Wiping the sweat from his brow as he rose to his feet he peered again about the angle of wall and saw that Swelter had reached the foot of the second staircase where the corridor widened. The sound of the rain, though less intense, was perpetually there. In the very sound of it, though distant, could be felt an unnatural weight. It was as though the castle were but the size of a skull over which a cistern of water was being rapidly emptied. Already the depressions and valley-like hollows in the castle grounds were filled with dark lakes that mounted momently, doubling and trebling their areas as their creeping edges met. The terrain was awash.
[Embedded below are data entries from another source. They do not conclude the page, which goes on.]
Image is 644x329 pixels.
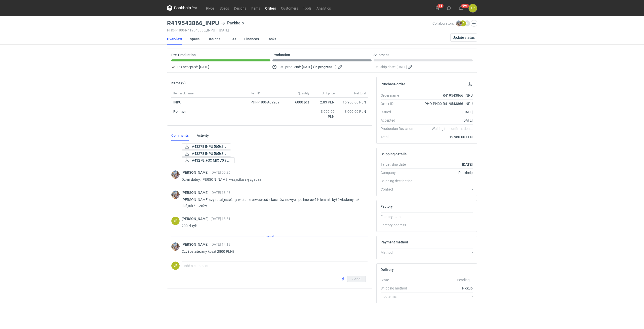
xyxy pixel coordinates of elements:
em: ( [313,64,314,69]
figcaption: ŁP [171,216,180,225]
em: Waiting for confirmation... [432,126,473,131]
div: Accepted [380,118,417,122]
p: [PERSON_NAME] czy tutaj jesteśmy w stanie urwać coś z kosztów nowych polimerów? Klient nie był św... [181,197,364,208]
button: Edit estimated production end date [338,64,344,70]
a: Analytics [314,5,333,11]
div: Incoterms [380,294,417,299]
p: Pre-Production [171,53,196,57]
button: Send [347,276,366,282]
a: Specs [217,5,231,11]
div: Packhelp [221,20,244,26]
a: Orders [263,5,278,11]
h2: Delivery [380,268,393,271]
div: 3 000.00 PLN [339,109,366,114]
div: - [417,214,473,219]
h2: Purchase order [380,82,405,86]
div: Total [380,135,417,140]
div: Contact [380,187,417,192]
a: A43278 INPU 565x37... [181,150,231,157]
a: Comments [171,130,189,141]
h3: R419543866_INPU [167,20,219,26]
p: Shipment [374,53,389,57]
div: PHO-PH00-R419543866_INPU [DATE] [167,29,433,32]
h2: Shipping details [380,152,406,156]
em: Pending... [457,278,473,282]
span: [PERSON_NAME] [181,171,211,175]
a: Tools [300,5,314,11]
span: [PERSON_NAME] [181,190,211,194]
a: Designs [231,5,249,11]
span: Quantity [298,91,309,96]
span: [PERSON_NAME] [181,242,211,247]
span: • [216,29,218,32]
div: A43278 INPU 565x371x164xB str wew.pdf [181,144,231,149]
div: Issued [380,109,417,114]
div: 2.83 PLN [313,100,335,104]
button: 99+ [457,4,464,12]
div: A43278 INPU 565x371x164xB str zew.pdf [181,150,231,157]
div: State [380,278,417,282]
div: Est. prod. end: [273,64,371,70]
div: 6000 pcs [286,98,311,107]
button: ŁP [469,4,477,12]
div: - [417,294,473,299]
div: Packhelp [417,170,473,175]
span: Collaborators [433,21,454,25]
img: Michał Palasek [455,20,462,26]
div: Shipping destination [380,178,417,184]
span: unread [264,233,275,239]
div: 3 000.00 PLN [313,109,335,119]
div: R419543866_INPU [417,93,473,98]
button: 11 [433,4,441,12]
span: [DATE] [397,64,406,70]
a: RFQs [203,5,217,11]
div: [DATE] [417,109,473,114]
a: Finances [244,33,259,45]
span: Item ID [251,91,260,96]
div: Łukasz Postawa [469,4,477,12]
div: Łukasz Postawa [171,261,180,269]
p: Dzień dobry. [PERSON_NAME] wszystko się zgadza [181,176,364,182]
h2: Payment method [380,240,408,244]
div: - [417,222,473,228]
span: [DATE] 09:26 [211,171,230,175]
strong: [DATE] [462,162,473,167]
a: Files [229,33,236,45]
span: [DATE] [302,64,312,70]
div: Order ID [380,101,417,106]
div: Shipping method [380,286,417,291]
div: PHI-PH00-A09209 [251,100,284,104]
div: A43278_FSC MIX 70% R419543866_INPU_2025-10-06.pdf [181,158,232,163]
div: PO accepted: [171,64,270,70]
svg: Packhelp Pro [167,5,198,11]
div: Production Deviation [380,126,417,131]
a: Specs [190,33,199,45]
span: [DATE] [199,64,209,70]
strong: In progress... [314,64,335,69]
a: Tasks [267,33,276,45]
img: Michał Palasek [171,190,180,198]
span: Send [353,277,361,281]
a: Activity [197,130,209,141]
a: A43278_FSC MIX 70% R... [181,158,234,163]
div: 19 980.00 PLN [417,135,473,140]
figcaption: ŁP [460,20,466,26]
div: Factory name [380,214,417,219]
strong: Polimer [173,109,186,113]
div: Łukasz Postawa [171,216,180,225]
a: Designs [207,33,220,45]
span: Update status [452,36,474,39]
button: Edit collaborators [471,20,477,27]
p: 200 zł tylko. [181,223,364,229]
strong: INPU [173,100,181,104]
div: Pickup [417,286,473,291]
button: Update status [451,33,477,42]
h2: Items (2) [171,81,185,85]
div: PHO-PH00-R419543866_INPU [417,101,473,106]
button: Download PO [467,81,473,87]
span: A43278 INPU 565x37... [192,151,227,156]
div: Factory address [380,222,417,228]
span: [DATE] 13:51 [211,216,230,220]
em: ) [335,64,336,69]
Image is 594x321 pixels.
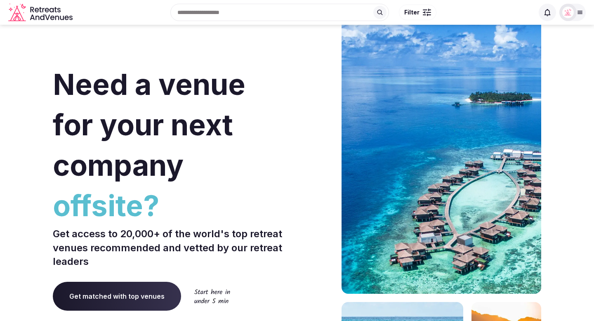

A closer degree of intimacy had been established in the castle between whatever stood, lay, knelt, was propped, shelved, hidden or exposed, or left ready for use, animate or inanimate, within the castle walls. A kind of unwilling knowledge of the nearness of one thing to another – of one human, to another, though great walls might divide them – of
nearness
to a clock, or a banister, or a pillar or a book, or a sleeve. For Flay the horrible nearness to
himself
– to his own shoulder and hand. The out-pouring of a continent of sky had incarcerated and given a weird hyper-reality of
closeness
to those who were shielded from all but the sound of the storm.

Lying awake, for none could hope to sleep, there was not one in all the dark and rattling place who had not cogitated, if only for a moment, on the fact that the entire castle was awake also. In every bed there lay, with his or her lids apart, a figure. They saw each other. This consciousness of each other’s solid and individual presences had not only been engendered by the imprisoning downpour but by the general atmosphere of suspicion that had been mounting – a suspicion of they knew not exactly what – only that something was changing – changing in a world where change was crime.

It was lucky for Flay that what he had relied on, the uncommunicative character of the Countess, held true, for she had not mentioned his banishment to a soul, although its cause still smarted in her prodigious bosom.

Hence Swelter’s ignorance of the fact that, as he made his first few porridge-like paces along Lord Sepulchrave’s ill-lit corridor, he was approaching a Flay-less darkness, for immediately before the door there was impenetrable shadow. A high window on the left had been blown in and glass lay scattered and, at the stairhead, glittered faintly by the light of a candle.

Mr Flay, in spite of the almost unbearable tension, experienced a twinge of ironic pleasure when, having mounted the second flight, he watched the rear of his enemy wavering into the darkness, in search of his own stalker.

There was a shallow alcove across the passageway from the top of the stairs – and with two strides Mr Flay had reached it. From there he could watch the darkness to his left. It was purposeless to follow his enemy to the door of his master’s room. He would wait for his return. How would the chef be able to aim his blow in the darkness? He would prod forward with the cleaver until it touched the panels of the door. He would take a soft pace backwards. Then, as he raised the great instrument above his head, a worm, wriggling its bliss through his brain, would bring the double-handed cleaver down, like a guillotine, the great blade whetted to a screaming edge. And as this picture of Mr Swelter’s methods illumined the inside of Mr Flay’s darkened skull, those very movements were proceeding. Concurrently with Flay’s visualization of the cleaver falling – the cleaver fell.

The floorboard beneath Mr Flay’s feet lifted, and a wooden ripple ran from one end of the passageway to the other, where it broke upon a cliff of plaster. Curiously enough, it was only through the movement of the boards beneath his feet that Mr Flay knew that the chef had struck, for at the same moment a peal of thunder killed all other sound.